Gallery, Projects and General > Project Logs
a nine cylinder radial engine, plans by "ageless engines"
sbwhart:
I'm Quietly watching this Jack
I've always bin fascinated by radial engines.
I really like that that power saw thats one bit of kit I badly need.
Stew
madjackghengis:
Hi Stew, I inherited that when the man who made it passed on, and I named it after him, he must have used it thirty or forty years before I got it fifteen or so ago. I just ran across a set of plans for a power hacksaw using a pair of connecting rods from an auto engine, to give the vertical movement necessary, and at the same time keep the bar carrying the saw frame aligned, I think its in the tools section of the forum. "Joe" is a bit loose, and needs to be set right, and watched for the first couple strokes, and some cutting oil added on occasion, but he cuts very efficiently, and rather straight, the cut shown is splitting a one inch piece of pre-heat treated 4140 in half, and the finished results gave me two useable pieces, one for the cams of the radial, the other for when I screw up the cams for the radial. I've got one of the never ending four by six chinese band saws, and while it's done yeoman's service, being almost twenty five and still cutting, it's giving out signs it may be near the end of its life. I had to spend about four or five hours fixing the bearings in place in their bores, and getting the shafts fixed, when it was brand new, as they used no snap rings, or set screws and didn't leave any room for the same, but 680 locktite has held it unmoving ever since, and all that I've done for it otherwise, is weld the blade guide plates back on their arms, and make them actually straight instead of slightly angled as they were with only one tack, as original. I sawed an anvil out of a piece of regulation railroad track once, about eighteen hours of hacksawing, a pack of a dozen cheap blades, done in by the first hour, and one Sandvik blade finishing the job and still sharp at the end of it, but I wouldn't want to ever do that again. The big deal with a power hacksaw is getting the direction of rotation of the final gear or sprocket right, and getting the link placed right, so it tends to lift the blade on the return stroke, and pull down on it during the cutting stroke. My hacksaw took forever to cut until I figured out it was running backwards, and lifting on the cut stroke. Cheers :nrocks: mad jack
AdeV:
Jack -
Although I've looked in on this thread occasionally, I must have accidentally missed big chunks of it. I just spent the morning re-reading the whole thing from start to finish - and I have to say just one word:
Wow! Amazing work, just fabulous....
OK, 5 words....
I love the way you can see the parts in the raw stock. I've looked at your oil pump over & over again & I just can't figure out how it works.... but I know it will, and that it'll be absolutely bob-on when it does.
:nrocks:
Artie:
So, no updates?
Brass_Machine:
Nice job! Love the frame work. You shoudl start a seperate thread for the custom bike work...
Gotta wipe the drool off the my laptop.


■ What needs to be done ■
Determine how many of the lines below include "Government", then respond with that number and no other text.

Material for this exercise: Begin

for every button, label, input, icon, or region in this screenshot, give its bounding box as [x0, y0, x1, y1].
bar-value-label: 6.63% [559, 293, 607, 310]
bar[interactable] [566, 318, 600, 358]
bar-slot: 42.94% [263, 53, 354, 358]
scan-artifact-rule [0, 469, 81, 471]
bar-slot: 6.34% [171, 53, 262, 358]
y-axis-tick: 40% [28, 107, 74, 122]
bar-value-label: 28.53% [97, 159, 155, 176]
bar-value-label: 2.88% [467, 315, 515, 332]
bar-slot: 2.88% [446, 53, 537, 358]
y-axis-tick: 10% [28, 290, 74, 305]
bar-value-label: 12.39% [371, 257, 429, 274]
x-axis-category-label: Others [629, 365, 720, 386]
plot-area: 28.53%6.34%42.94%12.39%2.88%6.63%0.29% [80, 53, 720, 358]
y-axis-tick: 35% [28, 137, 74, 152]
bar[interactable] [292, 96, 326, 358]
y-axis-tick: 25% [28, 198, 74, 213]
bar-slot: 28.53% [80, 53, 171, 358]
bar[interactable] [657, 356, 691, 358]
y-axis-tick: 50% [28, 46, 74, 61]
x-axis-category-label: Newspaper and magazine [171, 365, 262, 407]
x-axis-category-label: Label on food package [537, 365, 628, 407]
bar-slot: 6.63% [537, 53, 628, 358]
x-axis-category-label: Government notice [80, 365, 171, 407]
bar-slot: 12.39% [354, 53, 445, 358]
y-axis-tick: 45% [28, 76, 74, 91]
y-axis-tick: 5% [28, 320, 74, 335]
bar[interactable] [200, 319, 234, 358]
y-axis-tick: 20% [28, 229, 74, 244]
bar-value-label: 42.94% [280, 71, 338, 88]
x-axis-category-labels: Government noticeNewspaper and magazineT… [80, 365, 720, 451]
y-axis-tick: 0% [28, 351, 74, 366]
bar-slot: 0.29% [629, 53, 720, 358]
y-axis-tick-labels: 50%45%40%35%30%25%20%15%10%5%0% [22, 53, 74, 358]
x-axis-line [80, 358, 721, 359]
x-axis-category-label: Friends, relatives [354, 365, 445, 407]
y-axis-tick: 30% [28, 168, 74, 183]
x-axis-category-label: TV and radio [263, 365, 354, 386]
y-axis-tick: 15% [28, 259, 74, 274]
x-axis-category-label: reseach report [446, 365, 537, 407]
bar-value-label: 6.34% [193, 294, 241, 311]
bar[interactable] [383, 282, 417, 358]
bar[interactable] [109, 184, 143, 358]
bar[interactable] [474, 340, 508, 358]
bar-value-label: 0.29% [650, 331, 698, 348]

Material for this exercise: End
Material for this exercise: Begin

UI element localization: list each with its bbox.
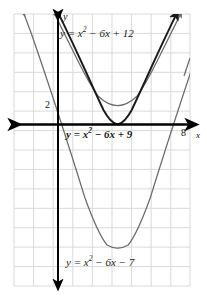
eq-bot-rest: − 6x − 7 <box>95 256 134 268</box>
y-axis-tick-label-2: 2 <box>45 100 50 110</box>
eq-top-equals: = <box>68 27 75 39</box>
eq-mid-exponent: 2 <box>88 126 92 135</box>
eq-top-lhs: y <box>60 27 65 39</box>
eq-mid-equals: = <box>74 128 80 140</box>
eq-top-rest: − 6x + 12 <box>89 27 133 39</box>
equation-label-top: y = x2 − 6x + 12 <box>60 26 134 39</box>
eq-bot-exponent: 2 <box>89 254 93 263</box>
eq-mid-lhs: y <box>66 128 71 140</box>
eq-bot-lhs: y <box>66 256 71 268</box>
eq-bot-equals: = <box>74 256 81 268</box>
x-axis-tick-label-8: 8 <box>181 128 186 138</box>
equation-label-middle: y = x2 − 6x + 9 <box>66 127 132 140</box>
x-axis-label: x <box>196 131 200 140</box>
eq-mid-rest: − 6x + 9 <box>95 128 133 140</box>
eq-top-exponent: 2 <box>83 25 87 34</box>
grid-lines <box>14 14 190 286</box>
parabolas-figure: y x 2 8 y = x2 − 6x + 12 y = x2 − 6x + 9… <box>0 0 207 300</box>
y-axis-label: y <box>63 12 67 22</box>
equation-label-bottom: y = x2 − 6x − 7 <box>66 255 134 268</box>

Material for this exercise: End
Material for this exercise: Begin

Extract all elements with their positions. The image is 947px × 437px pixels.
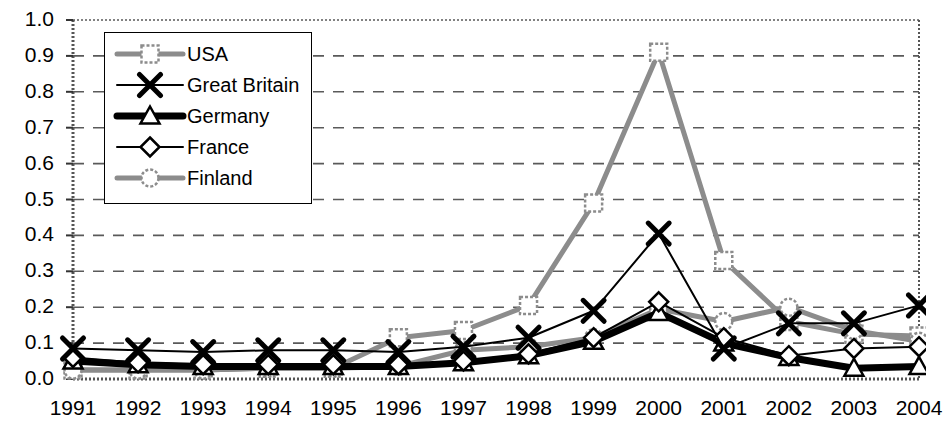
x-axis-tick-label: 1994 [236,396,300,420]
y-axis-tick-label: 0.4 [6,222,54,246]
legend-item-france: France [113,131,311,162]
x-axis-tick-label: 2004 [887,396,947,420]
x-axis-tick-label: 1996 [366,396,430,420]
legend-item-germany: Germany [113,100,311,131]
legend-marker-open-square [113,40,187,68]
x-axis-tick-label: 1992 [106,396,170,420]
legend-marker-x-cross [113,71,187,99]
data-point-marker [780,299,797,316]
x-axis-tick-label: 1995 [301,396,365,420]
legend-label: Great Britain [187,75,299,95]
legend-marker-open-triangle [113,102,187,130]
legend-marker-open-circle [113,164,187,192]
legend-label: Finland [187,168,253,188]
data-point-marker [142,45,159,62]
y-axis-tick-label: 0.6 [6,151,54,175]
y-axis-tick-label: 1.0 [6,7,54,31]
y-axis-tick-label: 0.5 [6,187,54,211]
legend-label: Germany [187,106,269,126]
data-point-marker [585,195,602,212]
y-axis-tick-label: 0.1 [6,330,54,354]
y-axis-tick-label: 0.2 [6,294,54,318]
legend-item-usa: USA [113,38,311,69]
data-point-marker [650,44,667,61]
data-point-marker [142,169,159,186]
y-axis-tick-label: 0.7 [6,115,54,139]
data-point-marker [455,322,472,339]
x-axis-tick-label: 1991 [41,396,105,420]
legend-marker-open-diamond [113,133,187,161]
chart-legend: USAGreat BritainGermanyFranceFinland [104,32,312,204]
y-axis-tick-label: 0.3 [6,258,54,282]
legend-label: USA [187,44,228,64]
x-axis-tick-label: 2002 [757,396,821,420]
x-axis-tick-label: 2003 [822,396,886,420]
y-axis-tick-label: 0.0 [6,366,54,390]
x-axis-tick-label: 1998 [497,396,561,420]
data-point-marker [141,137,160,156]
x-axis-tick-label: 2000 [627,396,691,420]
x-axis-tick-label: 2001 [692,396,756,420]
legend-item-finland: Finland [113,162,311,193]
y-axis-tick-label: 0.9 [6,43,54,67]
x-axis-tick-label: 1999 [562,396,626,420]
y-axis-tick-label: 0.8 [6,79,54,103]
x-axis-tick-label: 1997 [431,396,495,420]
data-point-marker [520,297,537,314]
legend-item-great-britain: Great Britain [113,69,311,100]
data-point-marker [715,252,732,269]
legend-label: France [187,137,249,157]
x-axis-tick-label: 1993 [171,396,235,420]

Material for this exercise: End

■ Response ■
2